SpaceX’s rocket landing triumph could make spaceflight cheaper
SpaceX said landing the rocket was a secondary priority at the Monday launch.
Monday’s launch was the first since June 28, when a SpaceX Falcon 9 rocket disintegrated just two minutes after liftoff.
The 15-story booster gently settled back to Earth, landing upright on the touchdown pad, just 10 minutes after launch. The company has been trying to land the first stage successfully to try to make space flight cheaper and more attainable to anyone interested.
The December 21 mission was the first attempt to land a first stage rocket on land after previous unsuccessful attempts to land on floating landing pads in the ocean.
SpaceX has announced that it has finally landed the first stage of the rocket successfully. Last month, Amazon.com founder Jeff Bezos revealed that his space company,
Musk and others have said that making a reusable rocket would reduce costs by a factor of a hundred – thereby making interplanetary travel possible.
The mission’s primary objective was the delivery of 11 satellites into a low Earth orbit constellation for ORBCOMM, a machine-to-machine and Internet of Things solutions provider. Welcome to the club!
A rocket flying toward the ground is usually a bad sign, but for aerospace company SpaceX, it was a huge success. The first attempt ended in an explosion, and the booster tipped over the second time. Monday’s launch was the first since SpaceX redesigned and upgraded the powerful rocket. “No one has ever brought an orbital class booster back intact”. The rocket made it to the drone ship, but landed hard. The 11 satellites launched via Falcon 9 yesterday join an existing 31 already in orbit, including six that Falcon 9 launched in 2014. If everything checks out, future launches by SpaceX could be the ones that kick off the reusable rocket revolution.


[EXERCISE BRIEF] Tell how many lines in these records contain the string "Census", with only the number as the reply.
-- DATA FOR REVIEW follows --
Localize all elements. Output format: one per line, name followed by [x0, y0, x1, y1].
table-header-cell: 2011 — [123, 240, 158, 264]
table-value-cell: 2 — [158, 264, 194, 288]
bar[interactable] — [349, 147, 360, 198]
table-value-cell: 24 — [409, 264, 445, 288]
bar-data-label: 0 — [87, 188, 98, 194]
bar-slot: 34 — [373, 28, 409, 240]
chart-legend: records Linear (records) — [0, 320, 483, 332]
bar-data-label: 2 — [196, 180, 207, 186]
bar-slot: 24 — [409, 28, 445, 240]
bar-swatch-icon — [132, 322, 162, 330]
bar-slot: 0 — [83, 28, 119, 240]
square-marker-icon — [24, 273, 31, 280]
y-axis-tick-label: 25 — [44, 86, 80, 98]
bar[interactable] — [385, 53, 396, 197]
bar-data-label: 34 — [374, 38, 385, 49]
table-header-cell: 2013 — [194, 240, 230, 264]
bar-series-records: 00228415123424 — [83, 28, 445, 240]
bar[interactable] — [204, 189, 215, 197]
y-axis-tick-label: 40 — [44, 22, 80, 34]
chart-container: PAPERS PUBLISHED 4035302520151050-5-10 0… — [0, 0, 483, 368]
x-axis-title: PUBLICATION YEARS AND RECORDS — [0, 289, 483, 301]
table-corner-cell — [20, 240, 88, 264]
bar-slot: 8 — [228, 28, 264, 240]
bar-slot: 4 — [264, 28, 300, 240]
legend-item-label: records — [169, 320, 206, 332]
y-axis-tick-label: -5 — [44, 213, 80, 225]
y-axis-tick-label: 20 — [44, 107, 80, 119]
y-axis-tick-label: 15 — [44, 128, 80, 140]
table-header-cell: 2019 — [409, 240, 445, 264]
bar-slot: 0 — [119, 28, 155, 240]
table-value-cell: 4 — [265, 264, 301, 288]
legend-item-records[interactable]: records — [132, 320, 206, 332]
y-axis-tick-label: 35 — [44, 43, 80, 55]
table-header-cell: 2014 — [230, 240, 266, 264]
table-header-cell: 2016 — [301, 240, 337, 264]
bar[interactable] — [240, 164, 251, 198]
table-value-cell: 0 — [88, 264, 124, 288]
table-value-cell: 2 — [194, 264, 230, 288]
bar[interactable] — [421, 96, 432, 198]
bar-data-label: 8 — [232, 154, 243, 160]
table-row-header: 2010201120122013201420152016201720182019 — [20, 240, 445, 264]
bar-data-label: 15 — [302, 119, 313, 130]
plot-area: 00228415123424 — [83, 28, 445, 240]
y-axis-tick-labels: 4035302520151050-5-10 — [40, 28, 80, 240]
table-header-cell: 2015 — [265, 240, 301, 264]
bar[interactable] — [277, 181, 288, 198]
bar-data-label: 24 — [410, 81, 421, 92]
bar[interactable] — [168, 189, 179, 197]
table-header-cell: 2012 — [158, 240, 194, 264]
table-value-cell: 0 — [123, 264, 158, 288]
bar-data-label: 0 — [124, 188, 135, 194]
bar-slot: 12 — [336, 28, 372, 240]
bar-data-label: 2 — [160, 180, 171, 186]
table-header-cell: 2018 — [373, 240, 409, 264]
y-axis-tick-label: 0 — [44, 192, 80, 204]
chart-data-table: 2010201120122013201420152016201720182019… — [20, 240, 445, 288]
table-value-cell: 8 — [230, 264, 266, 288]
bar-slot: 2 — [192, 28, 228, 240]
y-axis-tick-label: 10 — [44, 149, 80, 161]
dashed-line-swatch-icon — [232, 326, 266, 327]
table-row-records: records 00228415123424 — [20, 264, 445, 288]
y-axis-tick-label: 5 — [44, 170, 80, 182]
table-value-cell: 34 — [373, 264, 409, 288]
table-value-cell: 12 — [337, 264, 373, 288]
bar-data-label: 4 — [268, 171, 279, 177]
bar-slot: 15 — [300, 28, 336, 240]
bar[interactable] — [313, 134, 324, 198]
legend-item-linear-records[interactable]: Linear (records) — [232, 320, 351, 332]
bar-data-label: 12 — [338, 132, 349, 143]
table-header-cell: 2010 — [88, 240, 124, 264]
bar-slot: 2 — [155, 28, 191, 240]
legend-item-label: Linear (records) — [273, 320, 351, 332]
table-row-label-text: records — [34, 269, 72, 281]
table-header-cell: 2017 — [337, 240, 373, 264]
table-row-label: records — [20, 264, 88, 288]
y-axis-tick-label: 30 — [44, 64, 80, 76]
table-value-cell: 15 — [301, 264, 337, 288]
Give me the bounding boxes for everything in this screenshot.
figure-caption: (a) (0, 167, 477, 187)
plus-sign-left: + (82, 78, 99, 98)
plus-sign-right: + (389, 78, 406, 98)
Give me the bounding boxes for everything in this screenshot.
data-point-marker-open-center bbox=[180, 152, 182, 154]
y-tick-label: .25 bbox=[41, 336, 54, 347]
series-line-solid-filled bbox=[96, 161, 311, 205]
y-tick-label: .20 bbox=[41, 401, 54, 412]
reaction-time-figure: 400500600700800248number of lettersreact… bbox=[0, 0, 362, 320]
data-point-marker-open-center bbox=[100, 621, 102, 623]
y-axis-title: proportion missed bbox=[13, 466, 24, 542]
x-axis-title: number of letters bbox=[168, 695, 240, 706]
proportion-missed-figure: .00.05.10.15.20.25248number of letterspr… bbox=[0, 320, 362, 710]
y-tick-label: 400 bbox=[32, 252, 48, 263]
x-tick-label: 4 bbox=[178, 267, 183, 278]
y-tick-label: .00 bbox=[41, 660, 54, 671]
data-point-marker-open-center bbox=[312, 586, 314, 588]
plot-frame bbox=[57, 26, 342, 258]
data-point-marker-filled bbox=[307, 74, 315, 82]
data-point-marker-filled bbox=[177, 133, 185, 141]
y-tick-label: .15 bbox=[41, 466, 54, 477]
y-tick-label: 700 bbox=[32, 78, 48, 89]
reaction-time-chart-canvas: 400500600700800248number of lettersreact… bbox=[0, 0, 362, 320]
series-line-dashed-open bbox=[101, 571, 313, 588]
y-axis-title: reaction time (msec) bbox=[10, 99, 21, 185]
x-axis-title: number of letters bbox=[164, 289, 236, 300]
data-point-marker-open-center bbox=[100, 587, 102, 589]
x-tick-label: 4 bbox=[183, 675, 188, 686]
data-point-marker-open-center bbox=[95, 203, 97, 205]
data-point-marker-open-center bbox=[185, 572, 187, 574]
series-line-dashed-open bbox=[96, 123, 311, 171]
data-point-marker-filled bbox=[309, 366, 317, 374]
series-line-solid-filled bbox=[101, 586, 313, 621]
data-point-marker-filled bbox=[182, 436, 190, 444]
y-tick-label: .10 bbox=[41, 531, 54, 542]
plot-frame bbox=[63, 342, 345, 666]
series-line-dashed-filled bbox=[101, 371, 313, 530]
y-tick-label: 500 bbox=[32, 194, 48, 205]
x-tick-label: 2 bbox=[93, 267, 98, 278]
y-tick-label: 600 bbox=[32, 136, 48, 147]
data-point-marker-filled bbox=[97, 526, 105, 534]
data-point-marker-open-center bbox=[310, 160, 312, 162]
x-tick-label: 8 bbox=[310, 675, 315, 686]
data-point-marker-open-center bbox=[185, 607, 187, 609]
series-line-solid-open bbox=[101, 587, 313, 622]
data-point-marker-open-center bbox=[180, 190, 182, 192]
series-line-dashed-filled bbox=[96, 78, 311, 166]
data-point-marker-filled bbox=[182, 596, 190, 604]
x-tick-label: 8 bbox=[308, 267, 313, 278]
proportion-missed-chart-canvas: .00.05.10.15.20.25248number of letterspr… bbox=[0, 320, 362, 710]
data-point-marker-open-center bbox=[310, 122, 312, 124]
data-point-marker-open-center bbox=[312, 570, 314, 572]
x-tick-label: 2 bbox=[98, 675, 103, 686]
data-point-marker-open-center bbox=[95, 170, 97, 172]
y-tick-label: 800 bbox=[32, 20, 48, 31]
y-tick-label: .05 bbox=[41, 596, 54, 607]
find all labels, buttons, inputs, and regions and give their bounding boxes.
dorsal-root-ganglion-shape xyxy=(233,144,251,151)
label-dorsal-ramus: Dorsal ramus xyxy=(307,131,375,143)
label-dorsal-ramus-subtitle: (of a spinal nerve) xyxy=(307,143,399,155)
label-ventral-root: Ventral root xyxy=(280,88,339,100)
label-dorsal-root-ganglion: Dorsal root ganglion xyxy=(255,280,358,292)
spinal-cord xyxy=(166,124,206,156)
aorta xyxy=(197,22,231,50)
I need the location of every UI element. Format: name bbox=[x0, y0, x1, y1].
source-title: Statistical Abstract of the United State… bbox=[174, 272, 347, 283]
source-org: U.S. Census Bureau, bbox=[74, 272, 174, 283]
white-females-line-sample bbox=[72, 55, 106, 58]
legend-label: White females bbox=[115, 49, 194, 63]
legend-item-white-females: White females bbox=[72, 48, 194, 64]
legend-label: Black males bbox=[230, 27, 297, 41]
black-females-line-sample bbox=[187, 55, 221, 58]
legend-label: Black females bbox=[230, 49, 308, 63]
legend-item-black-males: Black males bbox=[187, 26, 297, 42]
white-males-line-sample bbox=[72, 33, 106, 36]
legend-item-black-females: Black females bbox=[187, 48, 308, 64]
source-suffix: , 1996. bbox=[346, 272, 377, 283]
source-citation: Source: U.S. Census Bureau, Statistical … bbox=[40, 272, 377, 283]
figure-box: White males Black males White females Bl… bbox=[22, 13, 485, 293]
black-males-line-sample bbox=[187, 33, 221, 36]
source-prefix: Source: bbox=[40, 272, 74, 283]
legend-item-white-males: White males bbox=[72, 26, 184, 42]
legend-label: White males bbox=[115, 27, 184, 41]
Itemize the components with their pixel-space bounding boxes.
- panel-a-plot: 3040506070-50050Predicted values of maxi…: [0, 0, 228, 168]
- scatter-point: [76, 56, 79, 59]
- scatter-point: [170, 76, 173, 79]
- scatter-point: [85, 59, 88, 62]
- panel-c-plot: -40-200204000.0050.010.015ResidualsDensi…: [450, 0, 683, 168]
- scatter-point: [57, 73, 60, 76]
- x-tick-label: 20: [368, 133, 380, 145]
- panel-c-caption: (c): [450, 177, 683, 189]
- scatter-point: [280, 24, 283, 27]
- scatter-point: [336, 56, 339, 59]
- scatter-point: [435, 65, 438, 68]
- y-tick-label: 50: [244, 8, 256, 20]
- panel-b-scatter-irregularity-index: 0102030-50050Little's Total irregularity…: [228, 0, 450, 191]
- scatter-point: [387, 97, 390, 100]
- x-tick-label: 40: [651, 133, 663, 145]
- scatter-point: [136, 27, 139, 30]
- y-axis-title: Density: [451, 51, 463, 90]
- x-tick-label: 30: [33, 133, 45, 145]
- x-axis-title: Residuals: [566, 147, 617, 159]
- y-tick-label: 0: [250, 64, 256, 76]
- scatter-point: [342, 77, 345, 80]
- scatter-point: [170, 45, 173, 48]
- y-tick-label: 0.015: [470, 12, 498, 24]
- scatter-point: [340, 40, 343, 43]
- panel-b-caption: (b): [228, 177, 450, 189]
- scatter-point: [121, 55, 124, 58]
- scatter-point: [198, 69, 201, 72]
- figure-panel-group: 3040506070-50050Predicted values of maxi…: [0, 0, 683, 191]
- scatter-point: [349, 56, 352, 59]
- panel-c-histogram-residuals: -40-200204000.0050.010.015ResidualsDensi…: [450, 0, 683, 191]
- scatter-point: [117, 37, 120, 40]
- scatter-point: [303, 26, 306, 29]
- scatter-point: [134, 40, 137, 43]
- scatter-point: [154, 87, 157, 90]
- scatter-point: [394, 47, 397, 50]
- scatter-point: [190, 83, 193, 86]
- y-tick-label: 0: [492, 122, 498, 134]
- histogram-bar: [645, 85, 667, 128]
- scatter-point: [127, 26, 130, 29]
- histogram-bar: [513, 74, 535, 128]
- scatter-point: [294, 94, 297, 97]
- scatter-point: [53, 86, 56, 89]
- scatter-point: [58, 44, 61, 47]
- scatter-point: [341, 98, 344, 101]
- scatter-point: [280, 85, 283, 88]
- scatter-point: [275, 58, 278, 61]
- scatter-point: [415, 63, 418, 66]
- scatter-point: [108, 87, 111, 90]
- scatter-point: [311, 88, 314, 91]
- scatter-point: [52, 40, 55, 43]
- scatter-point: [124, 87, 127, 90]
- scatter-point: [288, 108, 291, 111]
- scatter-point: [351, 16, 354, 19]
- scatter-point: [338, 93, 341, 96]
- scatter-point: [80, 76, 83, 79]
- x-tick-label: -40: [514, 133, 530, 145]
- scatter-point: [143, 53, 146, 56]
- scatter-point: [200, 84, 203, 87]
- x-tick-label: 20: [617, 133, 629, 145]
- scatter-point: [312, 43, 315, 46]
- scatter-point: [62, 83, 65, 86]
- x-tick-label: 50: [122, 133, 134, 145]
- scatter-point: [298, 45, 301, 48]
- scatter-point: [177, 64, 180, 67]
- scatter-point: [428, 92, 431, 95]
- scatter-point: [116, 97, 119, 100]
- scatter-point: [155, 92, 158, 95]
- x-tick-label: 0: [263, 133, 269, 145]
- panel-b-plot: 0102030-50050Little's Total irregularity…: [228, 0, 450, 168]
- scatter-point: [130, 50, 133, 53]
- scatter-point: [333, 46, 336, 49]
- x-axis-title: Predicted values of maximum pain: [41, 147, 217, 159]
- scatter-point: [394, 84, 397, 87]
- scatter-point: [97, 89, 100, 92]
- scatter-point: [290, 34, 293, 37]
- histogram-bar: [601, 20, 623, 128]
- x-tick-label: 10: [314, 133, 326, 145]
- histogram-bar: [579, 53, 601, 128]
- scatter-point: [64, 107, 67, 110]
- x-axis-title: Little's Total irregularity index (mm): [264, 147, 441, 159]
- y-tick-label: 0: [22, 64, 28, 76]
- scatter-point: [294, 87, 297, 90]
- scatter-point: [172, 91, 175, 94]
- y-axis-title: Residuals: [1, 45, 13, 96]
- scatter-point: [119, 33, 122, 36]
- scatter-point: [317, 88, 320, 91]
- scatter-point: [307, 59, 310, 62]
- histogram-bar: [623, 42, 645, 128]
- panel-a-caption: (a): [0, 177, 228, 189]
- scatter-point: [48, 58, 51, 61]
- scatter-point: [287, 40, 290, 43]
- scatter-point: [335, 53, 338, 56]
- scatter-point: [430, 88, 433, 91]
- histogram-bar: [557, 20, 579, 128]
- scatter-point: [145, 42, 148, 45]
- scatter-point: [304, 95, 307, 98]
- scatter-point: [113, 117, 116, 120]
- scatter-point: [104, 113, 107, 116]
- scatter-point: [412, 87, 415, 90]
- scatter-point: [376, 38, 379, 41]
-- DATA FOR REVIEW concluded --
[EXERCISE SOLUTION] 2